Great Lakes: US Cargoes Surge on Milder Weather
With the vast ice fields of December 2013 a distant but still troubling memory, U.S.-flag cargo movement on the Great Lakes this past December rebounded significantly. Shipments totaled 9.6 million tons, an increase of nearly 35 percent compared to a year ago. Every commodity – iron ore, coal, limestone, cement, salt, sand and grain, registered increases ranging from 10 to 209 percent.
“The increases recorded this past December dramatically illustrate just how badly the early onset of ice in December 2013 slowed Great Lakes shipping,” said James H.I. Weakley, President of Lake Carriers’ Association. “This is why we have begun our effort to build another heavy icebreaker to partner with the U.S. Coast Guard’s MACKINAW. It would be foolhardy to imagine we won’t face daunting ice fields again. In fact, shipping has slowed considerably in January as a result of thick ice in Whitefish Bay, the upper St. Marys River, and more recently, the St. Clair River.”
For the year, U.S.-flag lakers carried 90.1 million tons of cargo, an increase of 1.1 percent over 2013. Iron ore cargos increased 4 percent to 46.5 million tons. Coal loadings dipped 2.6 percent and limestone shipments slipped 3 percent. Cement cargos rose by 3.7 percent. Salt’s 39-percent surge reflects that many communities exhausted their supplies battling the winter of 2013/2014. Sand cargos were essentially unchanged from 2013, but grain cargos decreased by 42 percent.
Weakley noted two factors helped the fleet carry slightly more cargo than in 2013: Higher water levels and the activation of three ships not scheduled to operate in 2014. Still, Weakley cautioned that neither option is guaranteed going forward. “Water levels fluctuate. The next decline could start sooner than anyone expects. And there are no more idle vessels that can be put into service quickly. The vessels that did not sail in 2014 require varying amounts of work before being commissioned. The best guarantee that the delays of December 2013 remain a painful memory is twinning the MACKINAW and assigning another 140-foot-long icebreaking tug to the Lakes. We also urge Canada to reassess its icebreaking resources stationed on the Lakes.”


* [Action item]: Give the number of lines in the records below that include "princess", and nothing more.

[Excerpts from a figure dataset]
════

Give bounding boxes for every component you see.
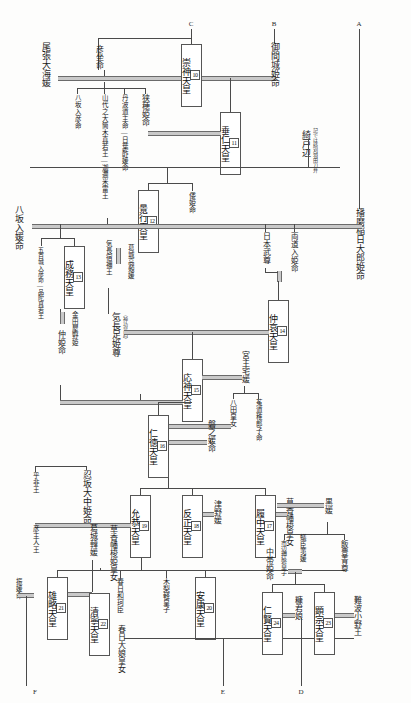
children-bar-hikoza: [77, 88, 145, 89]
emperor-box-13[interactable]: 13 成務天皇: [64, 246, 85, 309]
consort-nakatarashi: 中帯姫命: [264, 548, 272, 580]
children-bar-suinin: [148, 183, 192, 184]
connector-letter-b: B: [269, 20, 279, 28]
emperor-box-11[interactable]: 11 垂仁天皇: [220, 112, 241, 175]
emperor-number-10: 10: [190, 70, 200, 80]
emperor-number-21: 21: [56, 603, 66, 613]
descent-15-to-16: [158, 402, 159, 416]
prince-iokiiri: 五百城入彦命―品陀真若王: [37, 247, 43, 319]
cross-marker-kaniyo: [107, 218, 108, 224]
consort-arinomi: 蟻臣荑媛: [298, 534, 305, 562]
emperor-box-19[interactable]: 19 允恭天皇: [130, 495, 151, 558]
emperor-number-13: 13: [73, 272, 83, 282]
children-bar-nintoku: [140, 488, 265, 489]
consort-iwanohime: 磐之媛命: [206, 420, 214, 452]
child-drop-kinashi: [166, 570, 167, 578]
connector-letter-c: C: [186, 20, 196, 28]
consort-kasuga-wani: 春日和珂臣: [116, 578, 123, 613]
child-drop-seimu: [74, 238, 75, 246]
marriage-line-richu-kurohime: [277, 503, 324, 508]
join-yamatotakeru-futaji: [265, 272, 278, 273]
marriage-line-katsuragi-taka: [116, 248, 121, 264]
emperor-name-16: 仁徳天皇: [148, 429, 157, 465]
prince-yamatohime: 倭姫命: [188, 192, 195, 213]
consort-nakatsuhime: 仲姫命: [56, 330, 64, 354]
prince-tanba: 丹波道主命―日葉酢媛命: [120, 94, 127, 171]
marriage-line-suinin-sahohime: [148, 131, 221, 136]
emperor-name-22: 清寧天皇: [89, 607, 98, 643]
children-bar-keiko-left: [41, 238, 74, 239]
descent-futaji: [294, 224, 295, 232]
princess-futaji: 両道入姫命: [290, 232, 298, 272]
connector-line-a: [359, 29, 360, 209]
descent-nakatsuhime-down: [60, 385, 61, 400]
marriage-line-sujin: [58, 76, 276, 81]
connector-line-e: [223, 638, 224, 686]
consort-mimakihime: 御間城姫命: [270, 42, 279, 87]
consort-katsuragi-taka: 葛城高顙媛: [126, 244, 133, 279]
emperor-name-10: 崇神天皇: [181, 58, 190, 94]
marriage-line-nintoku-yatanohime: [169, 424, 231, 429]
descent-14-to-15: [192, 332, 193, 360]
emperor-name-21: 雄略天皇: [47, 591, 56, 627]
connector-letter-d: D: [296, 688, 306, 696]
connector-line-d: [301, 618, 302, 686]
emperor-number-17: 17: [264, 521, 274, 531]
cross-marker-hikoza: [104, 70, 105, 76]
consort-yasakairi: 八坂入媛命: [14, 205, 23, 250]
emperor-box-18[interactable]: 18 反正天皇: [182, 495, 203, 558]
child-drop-24: [272, 584, 273, 592]
prince-kinashi: 木梨軽皇子: [162, 578, 169, 613]
emperor-name-18: 反正天皇: [182, 509, 191, 545]
consort-owari: 尾張大海媛: [41, 42, 50, 87]
consort-katsuragi-kara: 葛城韓媛: [88, 524, 96, 556]
descent-21-to-22: [100, 568, 101, 570]
emperor-box-14[interactable]: 14 仲哀天皇: [268, 300, 289, 363]
emperor-box-16[interactable]: 16 仁徳天皇: [148, 415, 169, 478]
prince-yamatotakeru: 日本武尊: [261, 232, 269, 264]
emperor-box-23[interactable]: 23 顕宗天皇: [314, 592, 335, 655]
child-drop-yamatohime: [192, 183, 193, 191]
consort-okinaga-tarashi: 気長足姫尊: [111, 312, 120, 357]
genealogy-chart: C B A F E D 彦坐命 尾張大海媛 八坂入彦命 山代之大筒木真若王―迦邇…: [0, 0, 411, 703]
prince-ujinowaki: 菟道稚郎子命: [254, 399, 261, 441]
lineage-line-ojin-children: [158, 402, 192, 403]
consort-sahohime: 狭穂姫命: [140, 94, 148, 126]
prince-oohodo: 乎非王: [31, 472, 38, 493]
lineage-line-c-top: [98, 38, 192, 39]
descent-to-chuai: [278, 281, 279, 301]
emperor-number-16: 16: [157, 441, 167, 451]
emperor-box-24[interactable]: 24 仁賢天皇: [262, 592, 283, 655]
child-drop-23: [324, 584, 325, 592]
marriage-line-richu-kusaka: [276, 512, 287, 517]
children-stem-nintoku: [168, 478, 169, 488]
marriage-line-ninken-nukakimi: [283, 613, 295, 618]
prince-iitoyo: 飯豊青尊: [340, 540, 348, 572]
annotation-jingu: （神功皇后）: [122, 312, 127, 342]
emperor-number-19: 19: [139, 521, 149, 531]
marriage-line-keiko: [32, 224, 362, 229]
princess-yatanohime: 八田皇女: [229, 399, 236, 427]
emperor-box-10[interactable]: 10 崇神天皇: [181, 44, 202, 107]
children-stem-ingyo: [141, 558, 142, 570]
descent-kara: [92, 560, 93, 592]
emperor-box-15[interactable]: 15 応神天皇: [182, 359, 203, 422]
emperor-box-20[interactable]: 20 安康天皇: [195, 577, 216, 640]
emperor-number-20: 20: [204, 603, 214, 613]
descent-kurohime: [327, 522, 328, 534]
prince-hikoza: 彦坐命: [94, 45, 102, 69]
prince-yasaka-hiko: 八坂入彦命: [73, 94, 80, 129]
emperor-box-21[interactable]: 21 雄略天皇: [47, 577, 68, 640]
emperor-number-18: 18: [191, 521, 201, 531]
emperor-name-24: 仁賢天皇: [262, 606, 271, 642]
consort-osaka-oonaka: 忍坂大中姫命: [82, 470, 91, 524]
children-bar-kurohime: [284, 534, 344, 535]
emperor-box-22[interactable]: 22 清寧天皇: [89, 593, 110, 656]
cross-marker-ojin: [140, 394, 141, 400]
prince-ichinobe: 市辺押磐皇子: [280, 540, 286, 576]
emperor-box-12[interactable]: 12 景行天皇: [138, 190, 159, 253]
emperor-number-23: 23: [323, 618, 333, 628]
child-drop-kasuga: [120, 570, 121, 578]
descent-ichinobe-children: [295, 572, 296, 584]
emperor-number-22: 22: [98, 619, 108, 629]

════

* [Reply to the exercise]: 2